Crime & Safety

Settlement Reached in East Palo Alto Plane Crash

Parties to the lawsuit included Palo-based Tesla Motors. A Palo Alto man died.

WOMAN WHOSE HOUSE WAS BADLY DAMAGED IN 2010 EAST PALO ALTO PLANE CRASH SETTLES LAWSUIT


A day care center operator whose home was badly damaged in the crash of a small private plane in East Palo Alto in 2010 has settled a lawsuit she filed against the deceased pilot's estate and his employer.

Lisa Jones and six other family members and employees filed the lawsuit against the estate of Douglas Bourn and Palo Alto-based Tesla Motors Inc. in Santa Clara County Superior Court in 2010.

The settlement was recorded in the court's docket on July 3. It averted a trial that had been scheduled for July 8.

Jones' lawyer, Charles Eshoo, and Tesla's lawyer, Timothy Ryan, could not be reached for comment.

Donald Honigman, a lawyer for Bourn's estate, said, "The docket speaks for itself," but said he could not comment on any details of that settlement or three other lawsuits that have been settled.

Jones' family house on Beech Street was partly destroyed when it was hit by a wing of a Cessna 310 piloted by Bourn as that plane crashed on the morning of Feb. 17, 2010.  Jones had operated a day care center, Eppie's Day Care, in an adjacent building.

Bourn, 56, of Santa Clara, a senior electrical engineer with Tesla Motors, and passengers Brian Finn, 42, of East Palo Alto, and Andrew Ingram, 31, of Palo Alto, who also worked for the electric car maker, were all killed in the crash.

The Cessna had taken off from Palo Alto Municipal Airport in heavy fog when it struck Pacific Gas and Electric (PG&E) power lines and an electric tower at an altitude of about 50 feet at 7:54 a.m. and crashed.

A National Transportation Safety Board report concluded in 2011 that the likely cause was the pilot's error in failing to follow instructions for a standard instrument departure and failing to attain sufficient altitude to clear the power lines.

The report said there was near-zero visibility at the airport at the time and Bourn was told by a flight controller that if he took off, it was at his own risk.

The three men were on their way to a business meeting in
Hawthorne, Calif.

The three previously settled lawsuits were filed in San Mateo County Superior Court against Bourn's estate and Air Unique Inc., a company that Bourn operated and that owned the Cessna.

The suits were filed by Ingram's parents, by Finn's ex-wife and child, and by East Palo Alto residents Ervin and Pinkie Hudleton, whose carport and car were damaged in the rash.

Still pending in San Mateo County Superior Court is a lawsuit filed against Bourn's estate and Air Unique by another neighbor, Jose Cortez-Herrera, and his wife, daughter and two granddaughters, who say the bulk of the plane came to rest in front of their home.

They say the house was damaged and they suffered emotional distress. In addition, the lawsuit alleges, the two grandparents and two granddaughters, then 3 and 6 years old, were injured as they sought to escape from the crash by going over a six-foot slat fence from their backyard into a neighbor's yard, while the girls' mother was trapped in her room.

That lawsuit is scheduled for a settlement conference on Nov. 13 and a jury trial on Dec. 2, according to the court's docket.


→ **Aim of the task**
Quote the records in full and leave their pictures out.
---+---
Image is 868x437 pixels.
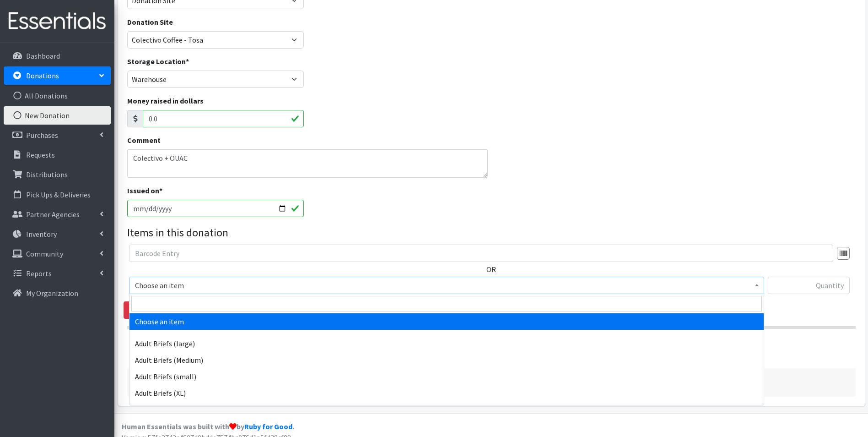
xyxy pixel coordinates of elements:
p: Community [26,249,63,258]
label: Storage Location [127,56,189,67]
a: Distributions [4,166,111,183]
abbr: required [160,186,162,195]
input: Barcode Entry [129,244,834,262]
a: Ruby for Good [244,421,293,431]
p: Requests [26,150,55,159]
a: All Donations [4,86,111,105]
a: My Organization [4,284,111,302]
a: Purchases [4,126,111,144]
p: Reports [26,269,52,278]
a: Reports [4,264,111,283]
a: Pick Ups & Deliveries [4,185,111,204]
p: Donations [26,71,59,80]
p: Dashboard [26,51,60,61]
abbr: required [186,56,189,66]
label: Issued on [127,185,162,196]
label: OR [486,263,496,275]
a: Partner Agencies [4,205,111,224]
a: Community [4,244,111,263]
p: Pick Ups & Deliveries [26,190,91,199]
input: Quantity [768,277,850,294]
span: Choose an item [129,277,765,294]
a: Dashboard [4,47,111,65]
p: My Organization [26,288,78,298]
a: Requests [4,145,111,164]
li: Adult Briefs (large) [130,335,764,352]
a: Remove [123,301,169,319]
legend: Items in this donation [127,225,856,241]
img: HumanEssentials [4,6,111,37]
p: Purchases [26,130,58,139]
span: Choose an item [135,278,759,292]
li: Choose an item [130,313,764,330]
label: Money raised in dollars [127,95,204,107]
li: Adult Briefs (XL) [130,384,764,401]
li: Adult Briefs (Medium) [130,352,764,368]
a: Donations [4,66,111,85]
p: Inventory [26,229,56,239]
strong: Human Essentials was built with by . [122,421,294,431]
li: Adult Briefs (small) [130,368,764,384]
p: Partner Agencies [26,210,79,218]
li: Adult Briefs (XS) [130,401,764,418]
label: Donation Site [127,17,173,27]
a: New Donation [4,107,111,124]
p: Distributions [26,170,68,179]
a: Inventory [4,225,111,243]
label: Comment [127,135,160,145]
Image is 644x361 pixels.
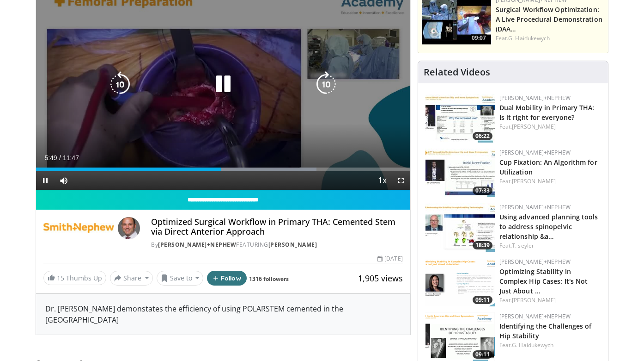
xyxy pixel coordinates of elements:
[44,154,57,161] span: 5:49
[426,148,495,197] img: ebdbdd1a-3bec-445e-b76e-12ebea92512a.150x105_q85_crop-smart_upscale.jpg
[499,148,570,156] a: [PERSON_NAME]+Nephew
[496,5,602,33] a: Surgical Workflow Optimization: A Live Procedural Demonstration (DAA…
[499,296,600,304] div: Feat.
[36,294,410,334] div: Dr. [PERSON_NAME] demonstates the efficiency of using POLARSTEM cemented in the [GEOGRAPHIC_DATA]
[512,122,556,130] a: [PERSON_NAME]
[151,241,402,249] div: By FEATURING
[158,241,236,249] a: [PERSON_NAME]+Nephew
[512,341,554,349] a: G. Haidukewych
[426,258,495,306] a: 09:11
[473,296,492,304] span: 09:11
[499,212,598,241] a: Using advanced planning tools to address spinopelvic relationship &a…
[499,177,600,186] div: Feat.
[63,154,79,161] span: 11:47
[36,168,410,171] div: Progress Bar
[499,103,595,122] a: Dual Mobility in Primary THA: Is it right for everyone?
[151,217,402,237] h4: Optimized Surgical Workflow in Primary THA: Cemented Stem via Direct Anterior Approach
[473,132,492,140] span: 06:22
[473,350,492,358] span: 09:11
[59,154,61,161] span: /
[118,217,140,239] img: Avatar
[496,34,605,42] div: Feat.
[508,34,550,42] a: G. Haidukewych
[426,312,495,361] img: df5ab57a-2095-467a-91fc-636b3abea1f8.png.150x105_q85_crop-smart_upscale.png
[426,94,495,143] a: 06:22
[57,274,64,282] span: 15
[512,241,534,249] a: T. seyler
[110,271,153,285] button: Share
[268,241,318,249] a: [PERSON_NAME]
[378,254,402,263] div: [DATE]
[499,312,570,320] a: [PERSON_NAME]+Nephew
[157,271,204,285] button: Save to
[44,271,107,285] a: 15 Thumbs Up
[473,186,492,195] span: 07:33
[473,241,492,249] span: 18:39
[392,171,410,190] button: Fullscreen
[499,241,600,250] div: Feat.
[499,158,597,176] a: Cup Fixation: An Algorithm for Utilization
[54,171,73,190] button: Mute
[44,217,114,239] img: Smith+Nephew
[499,94,570,102] a: [PERSON_NAME]+Nephew
[426,94,495,143] img: ca45bebe-5fc4-4b9b-9513-8f91197adb19.150x105_q85_crop-smart_upscale.jpg
[424,67,490,77] h4: Related Videos
[499,122,600,131] div: Feat.
[512,177,556,185] a: [PERSON_NAME]
[499,322,592,340] a: Identifying the Challenges of Hip Stability
[499,341,600,349] div: Feat.
[36,171,54,190] button: Pause
[469,34,489,42] span: 09:07
[499,203,570,211] a: [PERSON_NAME]+Nephew
[426,148,495,197] a: 07:33
[207,271,247,285] button: Follow
[374,171,392,190] button: Playback Rate
[249,275,289,283] a: 1316 followers
[499,267,588,295] a: Optimizing Stability in Complex Hip Cases: It's Not Just About …
[426,203,495,251] a: 18:39
[512,296,556,304] a: [PERSON_NAME]
[426,258,495,306] img: 2cca93f5-0e0f-48d9-bc69-7394755c39ca.png.150x105_q85_crop-smart_upscale.png
[426,312,495,361] a: 09:11
[499,258,570,266] a: [PERSON_NAME]+Nephew
[426,203,495,251] img: 781415e3-4312-4b44-b91f-90f5dce49941.150x105_q85_crop-smart_upscale.jpg
[358,272,403,284] span: 1,905 views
---+---
→ **Answer to the problem**
Image is 868x437 pixels.
xyxy pixel coordinates of elements:
p: Community [26,249,63,258]
label: Storage Location [127,56,189,67]
a: Distributions [4,166,111,183]
abbr: required [160,186,162,195]
input: Barcode Entry [129,244,834,262]
a: Ruby for Good [244,421,293,431]
p: Requests [26,150,55,159]
a: All Donations [4,86,111,105]
a: My Organization [4,284,111,302]
a: Purchases [4,126,111,144]
p: Reports [26,269,52,278]
a: Reports [4,264,111,283]
a: Pick Ups & Deliveries [4,185,111,204]
p: Donations [26,71,59,80]
p: Dashboard [26,51,60,61]
abbr: required [186,56,189,66]
label: Issued on [127,185,162,196]
label: OR [486,263,496,275]
a: Partner Agencies [4,205,111,224]
a: Community [4,244,111,263]
p: Pick Ups & Deliveries [26,190,91,199]
input: Quantity [768,277,850,294]
span: Choose an item [129,277,765,294]
a: Dashboard [4,47,111,65]
p: My Organization [26,288,78,298]
a: Requests [4,145,111,164]
li: Adult Briefs (large) [130,335,764,352]
a: Remove [123,301,169,319]
legend: Items in this donation [127,225,856,241]
img: HumanEssentials [4,6,111,37]
p: Purchases [26,130,58,139]
span: Choose an item [135,278,759,292]
li: Choose an item [130,313,764,330]
label: Money raised in dollars [127,95,204,107]
li: Adult Briefs (XL) [130,384,764,401]
li: Adult Briefs (Medium) [130,352,764,368]
a: Donations [4,66,111,85]
p: Inventory [26,229,56,239]
strong: Human Essentials was built with by . [122,421,294,431]
li: Adult Briefs (small) [130,368,764,384]
p: Partner Agencies [26,210,79,218]
li: Adult Briefs (XS) [130,401,764,418]
label: Donation Site [127,17,173,27]
a: New Donation [4,107,111,124]
p: Distributions [26,170,68,179]
a: Inventory [4,225,111,243]
label: Comment [127,135,160,145]
Image is 644x361 pixels.
xyxy pixel coordinates of elements:
[44,154,57,161] span: 5:49
[426,148,495,197] img: ebdbdd1a-3bec-445e-b76e-12ebea92512a.150x105_q85_crop-smart_upscale.jpg
[499,148,570,156] a: [PERSON_NAME]+Nephew
[496,5,602,33] a: Surgical Workflow Optimization: A Live Procedural Demonstration (DAA…
[499,296,600,304] div: Feat.
[36,294,410,334] div: Dr. [PERSON_NAME] demonstates the efficiency of using POLARSTEM cemented in the [GEOGRAPHIC_DATA]
[512,122,556,130] a: [PERSON_NAME]
[151,241,402,249] div: By FEATURING
[158,241,236,249] a: [PERSON_NAME]+Nephew
[512,341,554,349] a: G. Haidukewych
[426,258,495,306] a: 09:11
[473,296,492,304] span: 09:11
[499,212,598,241] a: Using advanced planning tools to address spinopelvic relationship &a…
[499,177,600,186] div: Feat.
[63,154,79,161] span: 11:47
[36,168,410,171] div: Progress Bar
[499,103,595,122] a: Dual Mobility in Primary THA: Is it right for everyone?
[151,217,402,237] h4: Optimized Surgical Workflow in Primary THA: Cemented Stem via Direct Anterior Approach
[473,132,492,140] span: 06:22
[473,350,492,358] span: 09:11
[59,154,61,161] span: /
[118,217,140,239] img: Avatar
[496,34,605,42] div: Feat.
[508,34,550,42] a: G. Haidukewych
[426,312,495,361] img: df5ab57a-2095-467a-91fc-636b3abea1f8.png.150x105_q85_crop-smart_upscale.png
[426,94,495,143] a: 06:22
[57,274,64,282] span: 15
[512,241,534,249] a: T. seyler
[110,271,153,285] button: Share
[268,241,318,249] a: [PERSON_NAME]
[378,254,402,263] div: [DATE]
[499,312,570,320] a: [PERSON_NAME]+Nephew
[157,271,204,285] button: Save to
[44,271,107,285] a: 15 Thumbs Up
[473,186,492,195] span: 07:33
[473,241,492,249] span: 18:39
[392,171,410,190] button: Fullscreen
[499,241,600,250] div: Feat.
[499,158,597,176] a: Cup Fixation: An Algorithm for Utilization
[54,171,73,190] button: Mute
[44,217,114,239] img: Smith+Nephew
[499,94,570,102] a: [PERSON_NAME]+Nephew
[426,94,495,143] img: ca45bebe-5fc4-4b9b-9513-8f91197adb19.150x105_q85_crop-smart_upscale.jpg
[424,67,490,77] h4: Related Videos
[499,122,600,131] div: Feat.
[512,177,556,185] a: [PERSON_NAME]
[499,322,592,340] a: Identifying the Challenges of Hip Stability
[499,341,600,349] div: Feat.
[36,171,54,190] button: Pause
[469,34,489,42] span: 09:07
[499,203,570,211] a: [PERSON_NAME]+Nephew
[426,148,495,197] a: 07:33
[207,271,247,285] button: Follow
[374,171,392,190] button: Playback Rate
[249,275,289,283] a: 1316 followers
[499,267,588,295] a: Optimizing Stability in Complex Hip Cases: It's Not Just About …
[426,203,495,251] a: 18:39
[512,296,556,304] a: [PERSON_NAME]
[426,258,495,306] img: 2cca93f5-0e0f-48d9-bc69-7394755c39ca.png.150x105_q85_crop-smart_upscale.png
[426,312,495,361] a: 09:11
[499,258,570,266] a: [PERSON_NAME]+Nephew
[426,203,495,251] img: 781415e3-4312-4b44-b91f-90f5dce49941.150x105_q85_crop-smart_upscale.jpg
[358,272,403,284] span: 1,905 views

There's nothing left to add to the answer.